Search results for ""Author Anna Ferrari""
Sainsbury Centre Visions of Ancient Egypt
From antiquity, when the Great Pyramid was revered as a wonder of the ancient world, to the Cleopatra of Shakespeare’s stage, and from the medieval Arab scholars who sought hieroglyphs’ mystical wisdom, to the biblical stories still told today, Visions of Ancient Egypt explores how ongoing engagement with ancient Egypt has shaped centuries of art and design. Accompanying a ground-breaking exhibition, it unpicks the constructed fantasies of this ancient civilisation and charts how ancient Egypt’s iconic motifs and visual style have been re-imagined over time – revealing not just an enduring artistic fascination with Egypt, but a story of how Egypt’s own heritage has been reinvented and appropriated by different cultures over time, and a history closely entwined with imperial conquest and colonial politics.Beautifully illustrated throughout and with contributions by leading scholars, this book explores the imagined construction of ancient Egypt promoted through painting, sculpture, photography, architecture and film, as well as design, fashion and jewellery.

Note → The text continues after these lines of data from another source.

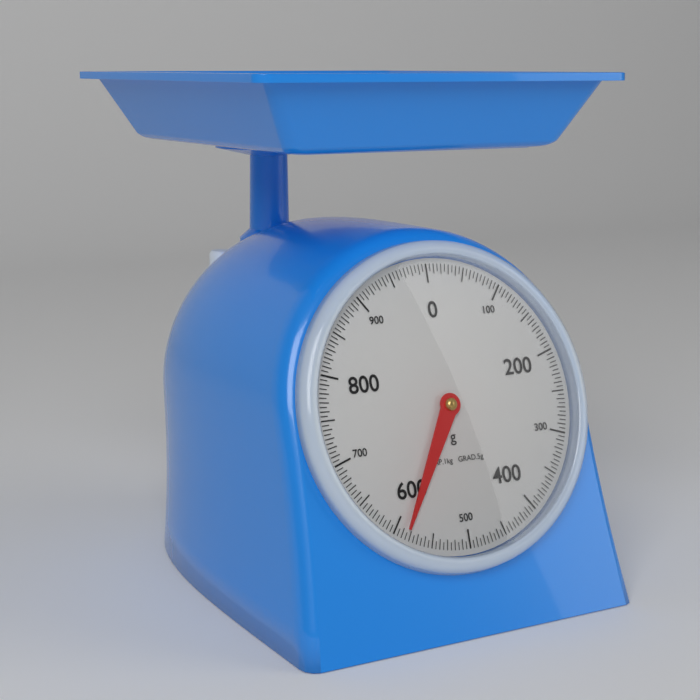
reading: 585 g
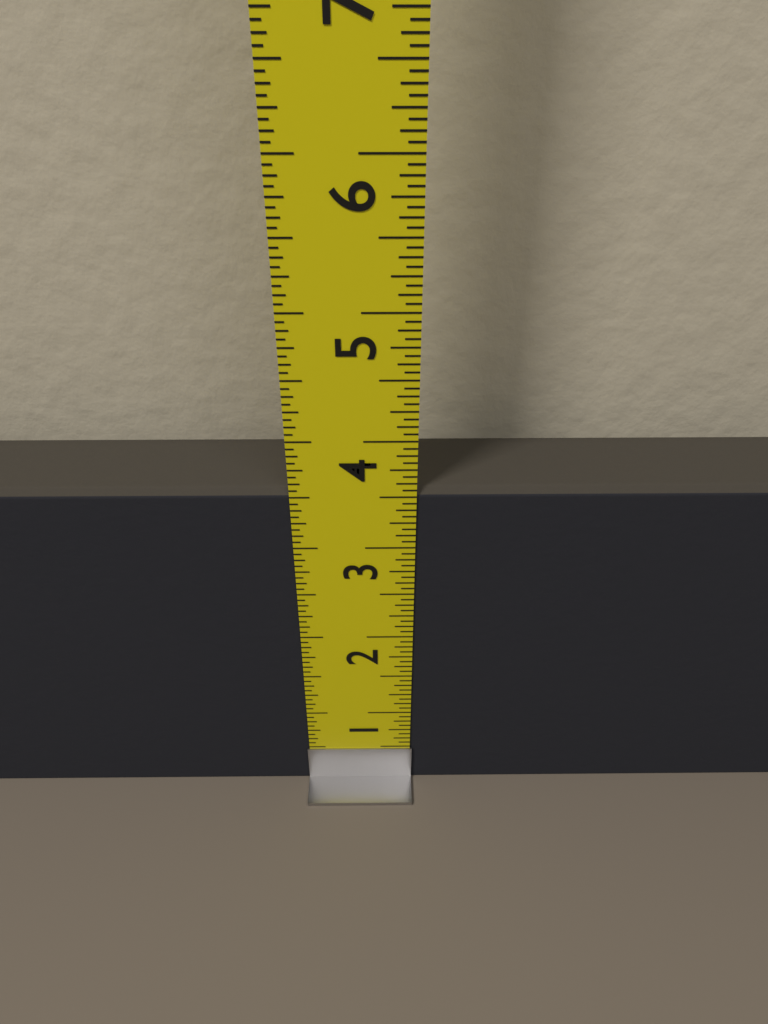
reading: 3.5625 in
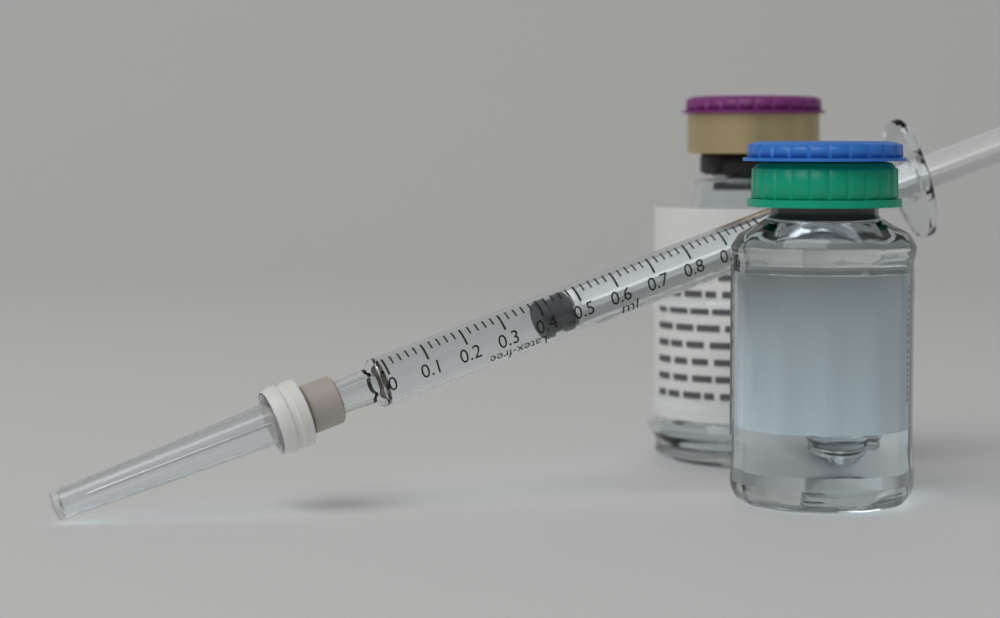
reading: 0.40 ml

It traces the journey across time, beginning with the ancient Romans who looted Egyptian monuments and adopted Egyptian gods into their Pantheon; to Napoleon Bonaparte’s invasion of Egypt, and the elite taste for all things Egyptian it prompted; as well as the Victorian creation of an Orientalist fantasy popularised at World Fairs. Presented in a nuanced way, the story is not Eurocentric. For the first time, it also places Egypt’s own story firmly into the narrative, exploring for example Egyptian artists’ responses to nationalist calls for independence spurred by the discovery of Tutankhamun’s tomb in 1922, while also addressing the popular impact of the ‘Tutmania’ craze in the West and its influence on Art Deco. The book also examines the enduring appeal of ancient Egypt in global contemporary art, across media from painting and sculpture, to film and multimedia installations. Artists both within and beyond Egypt continue to look to its ancient imagery to make statements about heritage, identity and race.The book invites readers to debate and to discuss this complex history of the construction of ancient Egypt in art and design, and to ask who these visions serve – both then and now.
£27.00
Royal Academy of Arts Gauguin and the Impressionists: The Ordrupgaard Collection
Masterpieces of nineteenth-century French painting from the Ordrupgaard Collection in Copenhagen are travelling to the Royal Academy of Arts in the spring of 2020. Drawn from the remarkable collection of the Danish insurance magnate and art lover Wilhelm Hansen, these works represent the very best of French Impressionism. Having already built up an impressive collection of Scandinavian art, at the beginning of the First World War Hansen had ambitious plans to extend his collection to encompass French art. A burst of acquisitions from 1916 to 1918, during which he took advice from the influential Parisian art critic Theodore Duret, saw his collection grow to include works by Manet, Monet, Renoir, Cezanne, Sisley, Courbet, Morisot, Matisse, Pissarro and - forming a particular highlight of the collection - a group of significant paintings by Paul Gauguin. With stunning reproductions of sixty works, the authors explore the history of the collection and provide detailed analysis of the works themselves.